Full disclosure: I never heard of Dean Obeidallah before his name came up in connection with the dustup over an MSNBC panel’s ill-chosen reactions to a Mitt Romney family photo. Obeidallah, who self-identifies as a comedian, was on the panel, and if his commentary was any indication of his sense of humor, I haven’t been missing much.
He has a piece at the Daily Beast defending himself against criticism for a “joke” (his term) he made in reaction to the photograph of some two dozen Romneys, all of whom are white except for the black infant on the former GOP presidential hopeful’s right knee.
Upon seeing the photo, I commented: ‘It really sums up the diversity of the Republican party, the RNC. At the convention, they find the one black person.’
Don’t berate yourself if you fail to see the comedic gold in that howler, which is just another meaningless put-down by another liberal “entertainer” who thinks he has captured an eternal truth about conservatives and — to his further imagined credit — neatly wrapped it in a bit of keen observational humor.
In any case, Obeidallah is now whining that he doesn’t deserve to be called a “baby-bullying bigot,” which he says Dana Loesch called him. He is right. His comment was less offensive than those of some of the other panelists, especially host Melissa Harris-Perry, who went overboard in her reactions and then attempted to walk them back through a clumsy multi-tweet apology. (I’m wondering if she’s apologized yet to Kanye West for her quasi-racist insinuations about his putative reception as an in-law by a white family.)
But in his attempt to make a greater point, Obeidallah trips himself up. He apologizes in the article to Romney — whom by his own reckoning he hasn’t offended — but not to right-wing pundits whom he accuses of “slashing programs that help the less fortunate, demonizing Muslims or gays for political gain, or trying to disenfranchise minority voters with voter ID laws.” Yet after tossing out these well-rehearsed, easily disproved bromides, he wonders why Sarah Palin and Bobby Jindal aren’t rushing to his defense as they did for Phil Robertson.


About this task: Write out all the entries word for word, but skip any images.

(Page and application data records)
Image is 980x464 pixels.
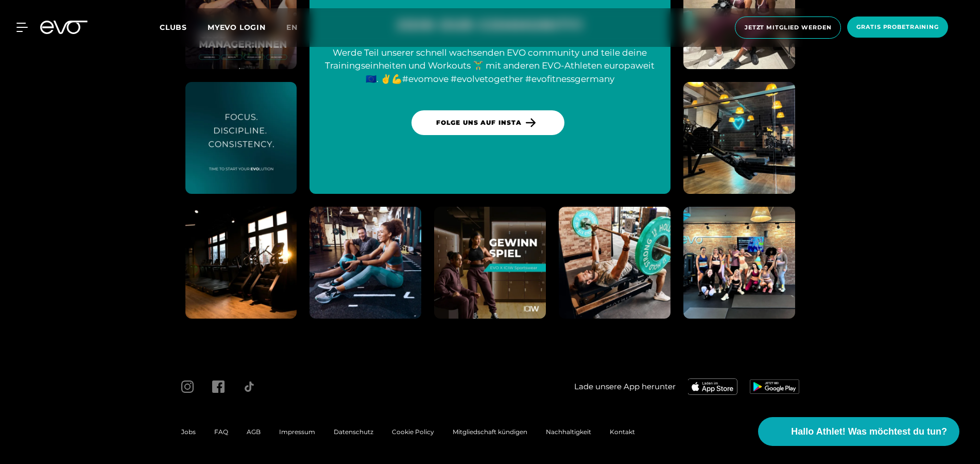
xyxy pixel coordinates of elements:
a: Jetzt Mitglied werden [732,16,845,39]
a: FAQ [214,427,228,435]
div: Werde Teil unserer schnell wachsenden EVO community und teile deine Trainingseinheiten und Workou... [322,47,658,86]
img: evofitness instagram [559,206,671,318]
img: evofitness app [688,378,738,395]
a: AGB [247,427,261,435]
span: Hallo Athlet! Was möchtest du tun? [792,424,947,438]
a: Impressum [279,427,315,435]
span: en [286,23,298,32]
img: evofitness instagram [185,206,297,318]
a: en [286,22,310,33]
a: Nachhaltigkeit [546,427,592,435]
img: evofitness app [750,379,799,394]
a: MYEVO LOGIN [208,23,265,32]
span: Jetzt Mitglied werden [745,23,831,32]
a: Cookie Policy [392,427,434,435]
span: Gratis Probetraining [857,23,939,31]
img: evofitness instagram [683,82,796,194]
span: FOLGE UNS AUF INSTA [437,118,522,127]
a: Clubs [160,22,208,32]
a: FOLGE UNS AUF INSTA [412,111,564,135]
a: Datenschutz [334,427,374,435]
span: Clubs [160,23,187,32]
a: Kontakt [610,427,635,435]
a: Gratis Probetraining [845,16,951,39]
img: evofitness instagram [185,82,297,194]
img: evofitness instagram [310,206,421,318]
img: evofitness instagram [434,206,546,318]
span: Lade unsere App herunter [574,381,676,392]
button: Hallo Athlet! Was möchtest du tun? [758,417,960,445]
img: evofitness instagram [683,206,796,318]
a: Jobs [181,427,195,435]
a: Mitgliedschaft kündigen [453,427,528,435]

Response to the exercise:
Image is 980x464 pixels.
xyxy pixel coordinates of elements:
a: Jetzt Mitglied werden [732,16,845,39]
a: FAQ [214,427,228,435]
div: Werde Teil unserer schnell wachsenden EVO community und teile deine Trainingseinheiten und Workou... [322,47,658,86]
img: evofitness instagram [559,206,671,318]
img: evofitness app [688,378,738,395]
a: AGB [247,427,261,435]
span: Hallo Athlet! Was möchtest du tun? [792,424,947,438]
a: Impressum [279,427,315,435]
span: en [286,23,298,32]
img: evofitness instagram [185,206,297,318]
a: en [286,22,310,33]
a: Nachhaltigkeit [546,427,592,435]
img: evofitness app [750,379,799,394]
a: MYEVO LOGIN [208,23,265,32]
span: Jetzt Mitglied werden [745,23,831,32]
a: Cookie Policy [392,427,434,435]
span: Gratis Probetraining [857,23,939,31]
img: evofitness instagram [683,82,796,194]
span: FOLGE UNS AUF INSTA [437,118,522,127]
a: Clubs [160,22,208,32]
a: FOLGE UNS AUF INSTA [412,111,564,135]
a: Datenschutz [334,427,374,435]
span: Clubs [160,23,187,32]
a: Kontakt [610,427,635,435]
a: Gratis Probetraining [845,16,951,39]
img: evofitness instagram [185,82,297,194]
img: evofitness instagram [310,206,421,318]
img: evofitness instagram [434,206,546,318]
span: Lade unsere App herunter [574,381,676,392]
button: Hallo Athlet! Was möchtest du tun? [758,417,960,445]
img: evofitness instagram [683,206,796,318]
a: Jobs [181,427,195,435]
a: Mitgliedschaft kündigen [453,427,528,435]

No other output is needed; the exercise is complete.